Later, even the sight of the USS Cole was hard, like seeing a tough, celebrated soldier fall.

“To see one of the most powerful ships … not in the water, but being dragged back to the United States like it was injured, you know? That was very traumatic,” Lidia says.

That event was followed less than a year later by 9/11. Lidia says she watched on television with her crewmates as the planes hit the World Trade Center. Then all communication was cut off — totally and suddenly. “To me, experiencing that was like having a heart attack,” she recalls.

After retiring from the service, Lidia graduated from college and headed to California, where she had lined up a job and a place to live. But when her would-be boss was fired, she no longer had a job — and her landlord rented out the apartment where Lidia had planned to live.

Without a job or a home, Lidia went from sleeping in a queen-sized bed and looking forward to her new life ahead to lying on a cot in a shelter and experiencing depression for the first time.

“I really thought me going to school — I wouldn’t face homelessness,” Lidia says. At first, she maintained the attitude of a determined Veteran, thinking, “I am victorious; I am an overcomer; I can overcome this. … I can do anything.” After all, she had graduated, landed a great job, and moved to a new state.

But Lidia just couldn’t seem to find her way out of homelessness. She says she grew increasingly depressed and disgusted with herself. Getting into a fight “was the straw that broke the camel’s back.”

“That was the day I had said, ‘You know what? I am an educated, beautiful, single, strong woman. What … am I fighting for?’” Lidia answered her own question: “I am fighting for a better job; I am fighting for a better environment to live in.”

The fight spurred Lidia to get help at VA, where a psychiatrist helped her realize she wasn’t what she calls a “macho mouse.” The VA programs that are specifically designed to help women handle trauma resonated with her, and she urges her fellow Veterans to find the VA resources that will work best for them.

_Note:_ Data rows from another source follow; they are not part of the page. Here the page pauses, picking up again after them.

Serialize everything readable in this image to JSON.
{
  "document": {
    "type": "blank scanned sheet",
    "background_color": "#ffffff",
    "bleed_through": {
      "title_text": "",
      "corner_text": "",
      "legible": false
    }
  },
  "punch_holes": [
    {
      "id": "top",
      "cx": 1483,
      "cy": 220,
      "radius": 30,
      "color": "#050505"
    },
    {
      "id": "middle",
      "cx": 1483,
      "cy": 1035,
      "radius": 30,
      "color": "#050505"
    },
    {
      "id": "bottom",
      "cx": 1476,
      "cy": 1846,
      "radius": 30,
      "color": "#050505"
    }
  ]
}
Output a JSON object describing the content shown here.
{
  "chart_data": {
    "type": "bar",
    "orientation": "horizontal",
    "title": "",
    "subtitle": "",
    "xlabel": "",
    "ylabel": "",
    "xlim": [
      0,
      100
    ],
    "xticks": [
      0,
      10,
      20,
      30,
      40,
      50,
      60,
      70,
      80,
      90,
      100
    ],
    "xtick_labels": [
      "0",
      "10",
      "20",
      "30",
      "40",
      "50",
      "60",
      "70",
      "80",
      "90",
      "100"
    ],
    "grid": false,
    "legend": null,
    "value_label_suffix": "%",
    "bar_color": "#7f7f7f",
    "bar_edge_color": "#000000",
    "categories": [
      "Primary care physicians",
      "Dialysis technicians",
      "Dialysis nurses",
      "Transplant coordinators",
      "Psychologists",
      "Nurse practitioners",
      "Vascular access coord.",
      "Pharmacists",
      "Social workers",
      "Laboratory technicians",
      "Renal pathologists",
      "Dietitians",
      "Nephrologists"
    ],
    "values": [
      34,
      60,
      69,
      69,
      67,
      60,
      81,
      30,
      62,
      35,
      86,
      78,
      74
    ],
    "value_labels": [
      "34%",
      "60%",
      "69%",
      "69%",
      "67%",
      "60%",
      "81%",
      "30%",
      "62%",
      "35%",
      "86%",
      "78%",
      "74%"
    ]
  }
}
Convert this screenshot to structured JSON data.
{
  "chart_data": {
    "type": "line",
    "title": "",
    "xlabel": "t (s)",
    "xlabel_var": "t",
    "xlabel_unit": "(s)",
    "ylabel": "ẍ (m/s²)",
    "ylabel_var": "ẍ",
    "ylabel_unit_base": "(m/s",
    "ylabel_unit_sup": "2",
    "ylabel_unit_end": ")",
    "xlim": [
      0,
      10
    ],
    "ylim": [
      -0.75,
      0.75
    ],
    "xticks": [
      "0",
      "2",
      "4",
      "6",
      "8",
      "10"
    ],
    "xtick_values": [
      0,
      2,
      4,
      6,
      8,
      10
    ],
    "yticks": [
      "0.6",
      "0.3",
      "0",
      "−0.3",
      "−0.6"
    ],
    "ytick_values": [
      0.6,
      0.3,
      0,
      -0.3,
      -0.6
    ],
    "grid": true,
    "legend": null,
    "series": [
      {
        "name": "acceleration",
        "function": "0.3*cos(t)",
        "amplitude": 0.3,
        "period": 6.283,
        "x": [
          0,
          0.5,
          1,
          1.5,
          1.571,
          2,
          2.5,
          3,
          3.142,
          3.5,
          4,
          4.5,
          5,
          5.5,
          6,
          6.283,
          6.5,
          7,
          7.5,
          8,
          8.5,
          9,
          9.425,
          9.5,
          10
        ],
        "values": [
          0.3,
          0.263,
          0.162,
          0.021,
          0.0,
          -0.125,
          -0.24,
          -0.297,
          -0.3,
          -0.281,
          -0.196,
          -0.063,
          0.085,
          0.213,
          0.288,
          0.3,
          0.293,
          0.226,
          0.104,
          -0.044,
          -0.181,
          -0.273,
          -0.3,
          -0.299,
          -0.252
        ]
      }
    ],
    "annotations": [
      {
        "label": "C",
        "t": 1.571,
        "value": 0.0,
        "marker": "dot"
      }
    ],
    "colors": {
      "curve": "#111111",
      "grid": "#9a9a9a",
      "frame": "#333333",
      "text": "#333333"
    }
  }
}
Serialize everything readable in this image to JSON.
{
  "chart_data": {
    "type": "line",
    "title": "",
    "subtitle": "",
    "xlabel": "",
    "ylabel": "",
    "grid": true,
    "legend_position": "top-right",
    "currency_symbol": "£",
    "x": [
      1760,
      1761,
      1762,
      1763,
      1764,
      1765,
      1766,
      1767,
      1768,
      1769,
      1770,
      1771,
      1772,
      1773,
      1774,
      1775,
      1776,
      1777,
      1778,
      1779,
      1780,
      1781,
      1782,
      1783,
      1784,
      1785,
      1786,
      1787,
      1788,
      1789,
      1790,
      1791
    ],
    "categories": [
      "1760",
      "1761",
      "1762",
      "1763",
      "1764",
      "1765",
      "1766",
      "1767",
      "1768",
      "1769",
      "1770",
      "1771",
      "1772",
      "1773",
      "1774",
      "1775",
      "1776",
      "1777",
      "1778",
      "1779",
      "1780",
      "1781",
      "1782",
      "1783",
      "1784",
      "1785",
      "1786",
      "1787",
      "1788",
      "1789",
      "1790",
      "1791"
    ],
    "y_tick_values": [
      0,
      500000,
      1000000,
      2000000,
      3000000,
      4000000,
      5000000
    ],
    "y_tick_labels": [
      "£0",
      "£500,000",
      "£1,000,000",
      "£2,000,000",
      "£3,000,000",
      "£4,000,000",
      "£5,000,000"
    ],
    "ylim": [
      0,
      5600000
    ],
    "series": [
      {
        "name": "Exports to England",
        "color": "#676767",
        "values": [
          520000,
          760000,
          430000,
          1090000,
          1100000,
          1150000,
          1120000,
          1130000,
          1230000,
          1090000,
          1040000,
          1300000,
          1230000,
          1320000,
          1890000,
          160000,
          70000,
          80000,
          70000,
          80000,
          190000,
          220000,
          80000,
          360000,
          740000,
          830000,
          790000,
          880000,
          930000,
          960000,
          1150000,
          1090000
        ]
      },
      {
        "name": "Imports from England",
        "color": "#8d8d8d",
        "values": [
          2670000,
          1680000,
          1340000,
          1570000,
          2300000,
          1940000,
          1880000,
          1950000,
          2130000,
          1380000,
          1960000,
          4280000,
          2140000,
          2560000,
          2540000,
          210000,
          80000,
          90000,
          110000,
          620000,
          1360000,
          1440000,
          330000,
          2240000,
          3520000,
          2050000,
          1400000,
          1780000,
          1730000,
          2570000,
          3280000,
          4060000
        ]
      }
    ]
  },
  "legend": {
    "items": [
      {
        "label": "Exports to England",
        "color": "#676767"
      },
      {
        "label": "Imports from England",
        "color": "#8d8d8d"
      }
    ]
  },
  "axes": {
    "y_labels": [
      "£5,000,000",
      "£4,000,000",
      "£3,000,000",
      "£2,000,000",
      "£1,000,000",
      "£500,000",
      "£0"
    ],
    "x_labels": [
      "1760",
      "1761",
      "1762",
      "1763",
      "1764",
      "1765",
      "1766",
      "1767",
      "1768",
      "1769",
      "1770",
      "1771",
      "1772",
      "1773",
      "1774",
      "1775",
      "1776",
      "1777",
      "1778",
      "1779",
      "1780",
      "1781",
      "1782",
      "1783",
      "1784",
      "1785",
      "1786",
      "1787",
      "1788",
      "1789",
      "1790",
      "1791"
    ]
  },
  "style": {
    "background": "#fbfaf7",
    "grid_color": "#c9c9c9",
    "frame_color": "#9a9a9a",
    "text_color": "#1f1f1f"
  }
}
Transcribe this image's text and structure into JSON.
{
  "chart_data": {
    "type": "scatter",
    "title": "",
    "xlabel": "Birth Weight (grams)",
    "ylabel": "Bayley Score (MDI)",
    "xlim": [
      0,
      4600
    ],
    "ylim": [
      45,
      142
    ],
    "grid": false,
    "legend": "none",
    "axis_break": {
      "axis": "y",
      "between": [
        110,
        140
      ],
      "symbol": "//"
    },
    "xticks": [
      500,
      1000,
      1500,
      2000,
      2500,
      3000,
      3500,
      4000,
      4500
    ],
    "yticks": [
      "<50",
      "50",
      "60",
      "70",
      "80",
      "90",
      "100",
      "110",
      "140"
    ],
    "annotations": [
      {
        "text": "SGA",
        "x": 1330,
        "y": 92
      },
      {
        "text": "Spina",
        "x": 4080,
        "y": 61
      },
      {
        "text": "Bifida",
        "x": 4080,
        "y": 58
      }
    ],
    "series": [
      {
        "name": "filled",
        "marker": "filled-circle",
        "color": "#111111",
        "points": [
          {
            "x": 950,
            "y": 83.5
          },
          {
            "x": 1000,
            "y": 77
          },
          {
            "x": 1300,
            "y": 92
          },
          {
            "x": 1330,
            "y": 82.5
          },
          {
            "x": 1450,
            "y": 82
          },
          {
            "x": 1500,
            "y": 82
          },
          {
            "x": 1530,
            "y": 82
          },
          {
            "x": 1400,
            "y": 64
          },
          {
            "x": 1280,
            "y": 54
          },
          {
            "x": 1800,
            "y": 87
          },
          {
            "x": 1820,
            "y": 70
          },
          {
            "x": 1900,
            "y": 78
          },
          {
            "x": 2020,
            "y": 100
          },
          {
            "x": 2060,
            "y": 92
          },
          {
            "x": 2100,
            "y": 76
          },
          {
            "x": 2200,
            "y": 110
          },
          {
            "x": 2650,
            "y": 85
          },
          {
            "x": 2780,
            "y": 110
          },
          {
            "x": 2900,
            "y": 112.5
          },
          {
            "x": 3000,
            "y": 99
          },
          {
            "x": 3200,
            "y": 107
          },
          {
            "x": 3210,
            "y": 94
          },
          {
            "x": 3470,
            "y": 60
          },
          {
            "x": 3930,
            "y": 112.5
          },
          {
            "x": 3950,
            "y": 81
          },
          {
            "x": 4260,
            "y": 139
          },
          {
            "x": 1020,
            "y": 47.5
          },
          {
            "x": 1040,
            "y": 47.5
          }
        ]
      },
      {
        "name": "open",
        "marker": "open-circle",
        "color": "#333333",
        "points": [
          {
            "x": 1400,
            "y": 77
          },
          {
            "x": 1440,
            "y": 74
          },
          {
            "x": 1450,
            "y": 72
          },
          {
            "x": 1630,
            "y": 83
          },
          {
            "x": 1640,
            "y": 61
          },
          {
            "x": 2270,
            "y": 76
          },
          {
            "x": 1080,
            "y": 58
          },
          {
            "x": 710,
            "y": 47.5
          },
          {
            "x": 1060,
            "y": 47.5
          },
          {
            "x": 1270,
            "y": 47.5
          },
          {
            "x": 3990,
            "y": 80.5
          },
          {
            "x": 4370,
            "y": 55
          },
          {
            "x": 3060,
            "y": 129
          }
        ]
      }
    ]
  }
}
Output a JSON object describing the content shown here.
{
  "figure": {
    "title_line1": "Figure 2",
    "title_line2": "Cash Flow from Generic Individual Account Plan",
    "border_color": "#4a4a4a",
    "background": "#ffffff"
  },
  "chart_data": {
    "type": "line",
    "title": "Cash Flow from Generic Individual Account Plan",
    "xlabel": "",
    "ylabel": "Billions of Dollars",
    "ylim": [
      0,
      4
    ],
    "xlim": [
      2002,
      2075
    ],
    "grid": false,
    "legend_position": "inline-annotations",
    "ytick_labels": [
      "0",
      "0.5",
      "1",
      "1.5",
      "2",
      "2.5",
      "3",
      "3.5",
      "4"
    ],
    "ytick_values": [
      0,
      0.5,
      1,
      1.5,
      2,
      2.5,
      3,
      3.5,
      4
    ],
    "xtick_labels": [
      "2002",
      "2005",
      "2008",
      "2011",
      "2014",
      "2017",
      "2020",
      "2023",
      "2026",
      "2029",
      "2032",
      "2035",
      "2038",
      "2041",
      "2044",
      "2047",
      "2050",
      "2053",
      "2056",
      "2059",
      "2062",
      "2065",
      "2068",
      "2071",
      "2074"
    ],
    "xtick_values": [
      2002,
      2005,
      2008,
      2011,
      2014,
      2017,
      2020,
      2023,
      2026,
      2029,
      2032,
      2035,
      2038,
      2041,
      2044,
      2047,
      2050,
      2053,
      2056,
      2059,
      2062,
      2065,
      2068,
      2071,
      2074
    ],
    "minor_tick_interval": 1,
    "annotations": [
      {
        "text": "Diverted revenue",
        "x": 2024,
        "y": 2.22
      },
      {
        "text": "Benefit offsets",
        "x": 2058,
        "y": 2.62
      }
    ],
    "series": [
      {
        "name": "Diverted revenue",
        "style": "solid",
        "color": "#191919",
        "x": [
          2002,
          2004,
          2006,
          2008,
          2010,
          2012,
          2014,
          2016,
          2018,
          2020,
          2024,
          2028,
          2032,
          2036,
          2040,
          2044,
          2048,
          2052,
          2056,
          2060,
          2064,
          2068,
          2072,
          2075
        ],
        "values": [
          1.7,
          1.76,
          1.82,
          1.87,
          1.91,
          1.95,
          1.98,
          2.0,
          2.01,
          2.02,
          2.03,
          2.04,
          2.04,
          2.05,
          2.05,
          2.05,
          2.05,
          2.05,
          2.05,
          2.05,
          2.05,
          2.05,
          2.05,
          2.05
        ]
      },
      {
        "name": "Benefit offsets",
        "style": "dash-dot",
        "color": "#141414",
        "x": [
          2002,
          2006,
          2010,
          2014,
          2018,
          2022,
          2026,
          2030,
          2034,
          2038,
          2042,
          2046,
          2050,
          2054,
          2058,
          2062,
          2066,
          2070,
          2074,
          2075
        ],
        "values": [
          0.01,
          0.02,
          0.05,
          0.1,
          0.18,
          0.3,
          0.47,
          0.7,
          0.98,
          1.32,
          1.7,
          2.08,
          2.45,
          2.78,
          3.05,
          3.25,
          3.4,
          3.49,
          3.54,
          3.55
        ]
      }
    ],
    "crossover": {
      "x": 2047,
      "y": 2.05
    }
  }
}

The VA is made up of a lot of “Veterans just like us that want to help, but they don’t know – you have to come to them first,” Lidia says. “The quicker you get there, the better off you’re going to be.”

Resources

Homelessness is a complex and difficult challenge to overcome, but you don’t have to go it alone. There’s a whole community of support ready to help with whatever you’re going through. Veterans who are homeless or at risk of homelessness, as well as their family members and friends, can access a variety of resources and benefits through VA.